Thursday, December 13, 2007

Ratatouille and Strategic Voting

Nose on the Prize, but Which Oscar to Sniff?
By MICHAEL CIEPLY
Published: November 28, 2007
LOS ANGELES, Nov. 27 — Eddie Valiant, the hard-nosed private eye played by Bob Hoskins in “Who Framed Roger Rabbit,” wasn’t about to fiddle with animation. “Forget it,” he said. “I don’t work Toontown.”
Now the makers of “Ratatouille” are about to find out if Valiant also speaks for the movie academy in Hollywood.
As the awards season heats up, the Walt Disney Company and its Pixar Animation Studios unit have been wrestling with a conundrum posed by their warmly received, computer-animated fable about a rat who aspires to become a Parisian chef: Any move to promote it as the year’s best picture might lead to ballot-splitting that would diminish its chances of getting the less prestigious but more easily won Oscar for best animated film.
More than a technical issue, the dilemma goes to the heart of Hollywood’s evolving attitude toward animated movies.
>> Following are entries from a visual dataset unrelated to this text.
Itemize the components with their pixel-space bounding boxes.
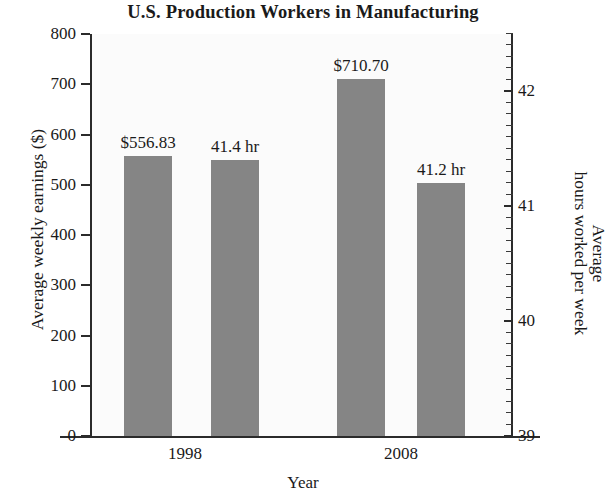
y-axis-title-right-line1: Average xyxy=(590,83,606,423)
bar-label-1998-earnings: $556.83 xyxy=(98,134,198,151)
left-tick-label-800: 800 xyxy=(14,25,76,42)
bar-2008-earnings[interactable] xyxy=(337,79,385,436)
bar-label-2008-hours: 41.2 hr xyxy=(391,161,491,178)
y-axis-title-left: Average weekly earnings ($) xyxy=(27,60,48,400)
left-tick-300 xyxy=(81,284,90,286)
left-tick-0 xyxy=(81,435,90,437)
bar-1998-earnings[interactable] xyxy=(124,156,172,436)
left-tick-400 xyxy=(81,234,90,236)
left-tick-label-0: 0 xyxy=(14,427,76,444)
right-tick-label-42: 42 xyxy=(518,82,552,99)
x-axis-title: Year xyxy=(0,473,606,493)
bar-1998-hours[interactable] xyxy=(211,160,259,436)
category-label-1998: 1998 xyxy=(125,444,245,464)
y-axis-title-right: Average hours worked per week xyxy=(572,83,606,423)
bar-label-2008-earnings: $710.70 xyxy=(311,57,411,74)
bars-layer xyxy=(90,34,512,436)
right-tick-label-40: 40 xyxy=(518,312,552,329)
category-label-2008: 2008 xyxy=(341,444,461,464)
left-tick-500 xyxy=(81,184,90,186)
left-tick-700 xyxy=(81,83,90,85)
y-axis-title-right-line2: hours worked per week xyxy=(572,83,590,423)
bar-label-1998-hours: 41.4 hr xyxy=(185,138,285,155)
left-tick-600 xyxy=(81,134,90,136)
chart-root: U.S. Production Workers in Manufacturing… xyxy=(0,0,606,502)
right-tick-label-41: 41 xyxy=(518,197,552,214)
left-tick-100 xyxy=(81,385,90,387)
right-tick-label-39: 39 xyxy=(518,427,552,444)
left-tick-800 xyxy=(81,33,90,35)
bottom-axis-line xyxy=(60,436,540,438)
left-tick-200 xyxy=(81,335,90,337)
bar-2008-hours[interactable] xyxy=(417,183,465,436)
chart-title: U.S. Production Workers in Manufacturing xyxy=(0,2,606,23)
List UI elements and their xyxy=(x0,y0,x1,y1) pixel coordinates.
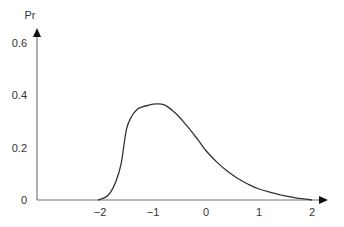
probability-curve xyxy=(98,104,312,200)
y-tick-label: 0 xyxy=(21,194,27,206)
x-axis: −2−1012 xyxy=(37,196,328,218)
x-tick-label: −2 xyxy=(94,206,107,218)
chart: Pr 00.20.40.6 −2−1012 xyxy=(0,0,344,227)
y-axis: Pr 00.20.40.6 xyxy=(12,9,41,206)
y-tick-label: 0.4 xyxy=(12,89,27,101)
y-axis-title: Pr xyxy=(25,9,36,21)
x-tick-label: 2 xyxy=(309,206,315,218)
x-axis-arrow-icon xyxy=(319,196,328,204)
x-tick-label: −1 xyxy=(147,206,160,218)
y-tick-label: 0.2 xyxy=(12,142,27,154)
x-tick-label: 0 xyxy=(203,206,209,218)
x-tick-label: 1 xyxy=(256,206,262,218)
y-tick-label: 0.6 xyxy=(12,37,27,49)
y-axis-arrow-icon xyxy=(33,28,41,37)
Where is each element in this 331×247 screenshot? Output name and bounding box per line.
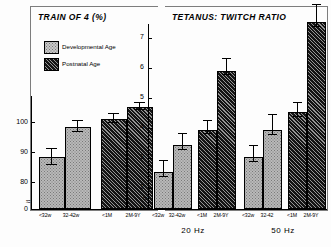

Only one, “Beauty and the Beast,” also from Disney, has ever been nominated for best picture by the Academy of Motion Picture Arts and Sciences. (It lost in 1992 to “The Silence of the Lambs.”) In 2002 “Shrek” became the first winner of an Oscar for best animated feature.
But an unintended consequence of the new category was to confine animated movies to a kind of Academy Awards ghetto precisely as they were flourishing at the box office and challenging the best live-action films with their storytelling art.
more at:
http://www.nytimes.com/2007/11/28/movies/awardsseason/28rata.html?_r=1&ref=awardsseason&oref=slogin

1 comment:

Alexandra said...

The issue about Ratatouille stems from another problem in choosing the category in which a movie can compete. By setting the agenda, the award givers can influence and even predetermine the fate of a movie being awarded a prize. If an animation movie competes in the category of "Best picture" it has very low chances to win. If it competes in a separate category it will be evaluated on different criteria. The question then is why an animated movie cannot compete in both categories. Potential ballot-splitting is one of the reasons and the risks of strategic voting another.